Good Morning! You’re about to sit through one of the most uncomfortable talks of your life.

I attended IScientist 2019 as a representative for MeTooSTEM alongside the powerful Dr. BethAnn McLaughlin, who arguably blew the whole conference away (read my quick review of the conference). I opened our session with “Good morning everyone! I hope you’ve had your breakfast and coffee, you’re about to sit through one of the most uncomfortable talks of your life.” Not exactly what you want to hear in the morning, right? I went on to tell Dr. McLaughlin’s story of being a whistleblower at Vanderbilt University and how it got her fired (read more about her story) before turning the attention to how we’ll never be able to keep women in science to the highest levels if we’re bullied, harassed and assaulted out of the lab at every career step.

Ironically, TU Berlin has this gigantic painting in the main stairwell of the building we were in. I don’t know who the artist is, it’s history, or why it’s there. All I know is that in it, women pictured are at least partially naked.
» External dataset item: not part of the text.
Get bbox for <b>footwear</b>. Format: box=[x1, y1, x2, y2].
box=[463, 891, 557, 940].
There’s a woman’s ass peeking out of her dress, another woman’s breasts on display. I couldn’t let this go without comment, so I put it up on the two huge projection screens. There was a quiet murmur–I wasn’t the only one who’d seen this. It’s no wonder women don’t enter STEM when there are enormous paintings like this one in the staircases of their local universities. They serve as a morbid warning for what is to come if a woman dares to enter STEM. 
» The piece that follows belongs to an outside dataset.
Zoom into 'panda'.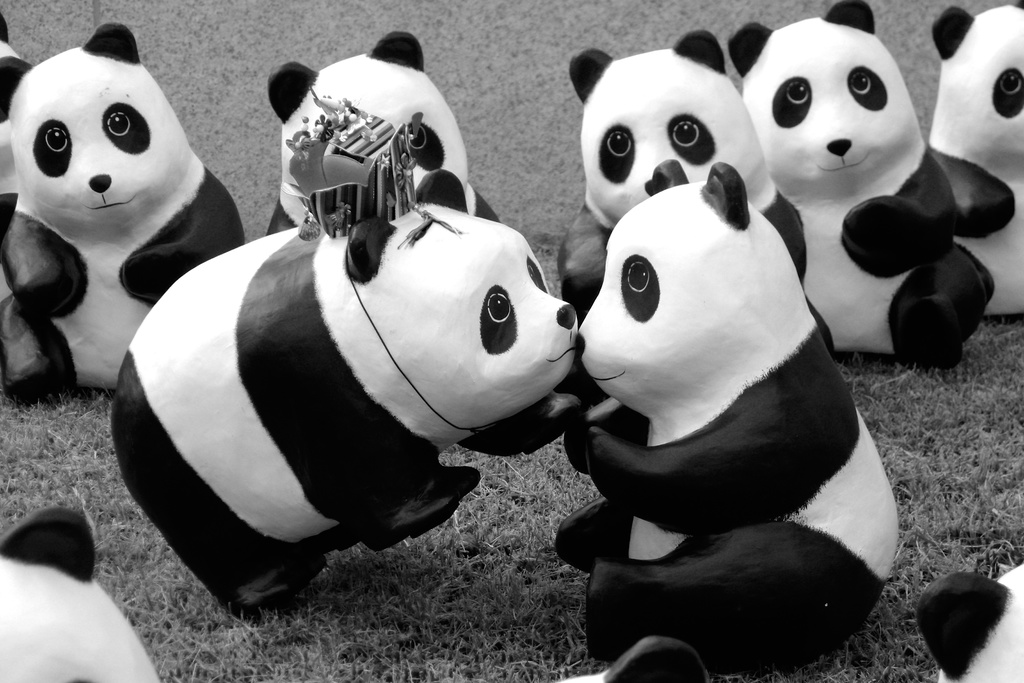
Zoom target: 910/556/1023/682.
Dr. McLaughlin delivered a horrific, riveting talk about the realities of reporting sexual misconduct in academia. 45 minutes of painful truths about how victims are retraumatized when they report, and how their communities ostracize them. In the US, Title IX laws states “No person in the United States shall, on the basis of sex, be excluded from participation in, be denied the benefits of, or be subjected to discrimination under any education program or activity receiving Federal financial assistance.” But the Title IX offices are not the safe haven they’re meant to be. They’re staffed with university lawyers, run by university risk analysts and marketing professionals, and report to the highest levels of administration. No one in these offices is trained to respond to trauma, resources are not shared with victims, and protection is not given. Instead, victims are shamed, blamed, gaslit, silenced, and bankrupted. Retaliation rates against victims and whistleblowers is upwards of 90%, and universities will drag out the process until the victim is exhausted, broke from litigation, or both, often resulting in a non-disclosure agreement, barring the victim from discussing their experience. Reporting is not a safe act on campuses, and countless careers and lives have been ruined because of it.
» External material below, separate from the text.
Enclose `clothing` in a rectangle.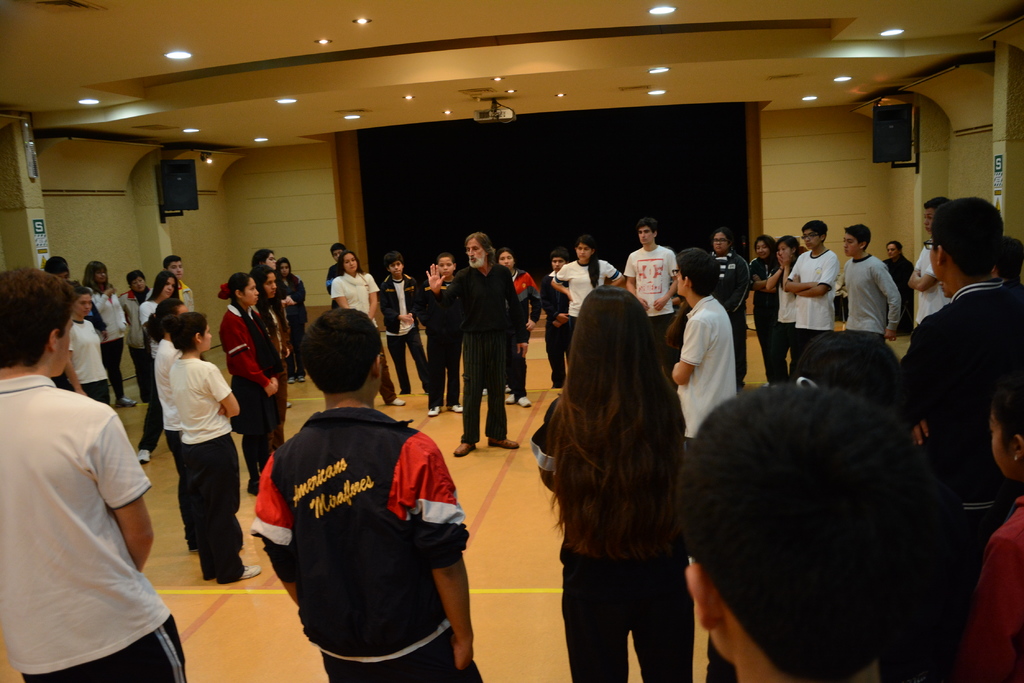
detection(451, 264, 524, 447).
Universities don’t want you to know about this. People don’t want to hear it. But MeTooSTEM wants to end it, so we talk about it. And it’s difficult to swallow every f*$#ing time. The hardest part is looking out at the audience and seeing your colleagues silently crying, and there’s always more than a few. At IScientist 2019, we received the largest standing ovation I’ve ever seen for an academic talk. It went on and on and on, while the tears flowed. My heart broke on that stage, looking out at all the faces bearing the pain they’ve carried silently for so long. While the MeToo conversation is still new to the US, it seems to have barely even begun in Europe, and we opened the floodgates for so many in that audience. 

Everywhere we go, MeTooSTEM hosts a safe space for those who have ideas, need resources, or just need an ear. We host these because every person deserves the space to be seen and validated. We are not mandatory reporters, unlike so many at universities.  We had conversations on the safety at remote field sites, medical programs and how to support friends, and each of these people has taken this back to their communities. The space is somber but empowering. I hope attendees find a place in our community, where they will be supported. We see you, you are not alone. We are fighting for you. 

One thing was very clear during this trip-the #MeTooSTEM movement needs to be global. Europe is primed for the conversations, and we regularly hear from others across the world. We need people to push the culture forward towards inclusivity and respect. Please, join us. Science needs people to raise their voices, to refuse the status quo. Science needs people like you.